Thames Path Ramble 18: Monday 14th March 2016
Windsor to Staines, which is about 7½ miles.
Sue and Jem, Jean, John, Jane, Dot, Julie, Ann, Peter and Sue, Ian and I
have walked this stretch
We started off at a café! Then we walked through Windsor Royal Shopping
Mall. One of the two railway stations has been turned into a lovely light and
roomy shopping centre, still with that railway feel.
From Windsor Great Park we could look back and see the
magnificent fifteen century Eton college chapel.
This was a noisy area as we seemed to be walking under
a flight path for planes landing at Heathrow. Also, there were plenty of
ring-necked parakeets squawking away.
The footpath (and roads in the past) has been
carefully managed around Windsor Park so that you mainly walk on the Datchet
side of the Thames. This means crossing two great bridges; one called Victoria,
the other Albert.
From our picnic spot we could look straight up and
see the low flying passenger aeroplanes coming in to land (an Airbus A380 in the
picture, able to carry up to 850 people?).
It is possible to
have a cruise in the newly refurbished 'Lucy Fisher', a replica of a Victorian
paddle steamer from Runnymede.
We paused again at Runnymede for ice-creams etc. There is a monument
here to the sealing of Magna Carta in 1215 which has been described as ‘the foundation of the freedom of
the individual against the arbitrary authority of the despot’. Much
of the surrounding meadowland, water meadows and woods are owned by National
Trust now and there are other memorials to the struggle for liberty. It is a
lovely open space with wooded hills but far too large for us to explore at this
time.
We ended our walk in Staines, an important river
crossing point since Roman times. It was home to the makers of linoleum until
the 1970s, hence the statue. The Town Hall is empty at the moment but
there are plans to turn the accommodation into apartments.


§ **What you will do**
The expected response is an exact repetition of every record, with images excluded.

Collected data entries
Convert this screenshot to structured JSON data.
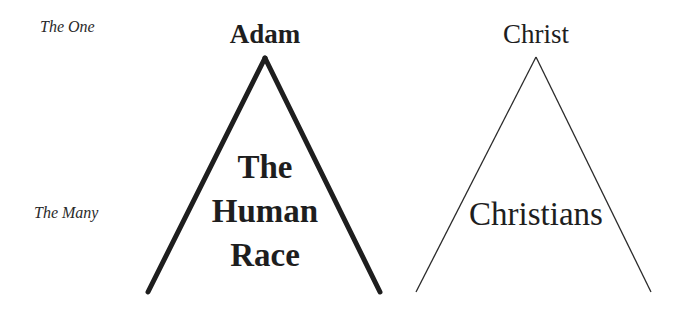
{
  "rows": {
    "top_label": "The One",
    "bottom_label": "The Many"
  },
  "triangles": [
    {
      "apex_label": "Adam",
      "inner_lines": [
        "The",
        "Human",
        "Race"
      ],
      "stroke": "bold",
      "color": "#1e1e1e"
    },
    {
      "apex_label": "Christ",
      "inner_lines": [
        "Christians"
      ],
      "stroke": "thin",
      "color": "#1e1e1e"
    }
  ]
}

§ **Solved problem**
Convert this screenshot to structured JSON data.
{
  "rows": {
    "top_label": "The One",
    "bottom_label": "The Many"
  },
  "triangles": [
    {
      "apex_label": "Adam",
      "inner_lines": [
        "The",
        "Human",
        "Race"
      ],
      "stroke": "bold",
      "color": "#1e1e1e"
    },
    {
      "apex_label": "Christ",
      "inner_lines": [
        "Christians"
      ],
      "stroke": "thin",
      "color": "#1e1e1e"
    }
  ]
}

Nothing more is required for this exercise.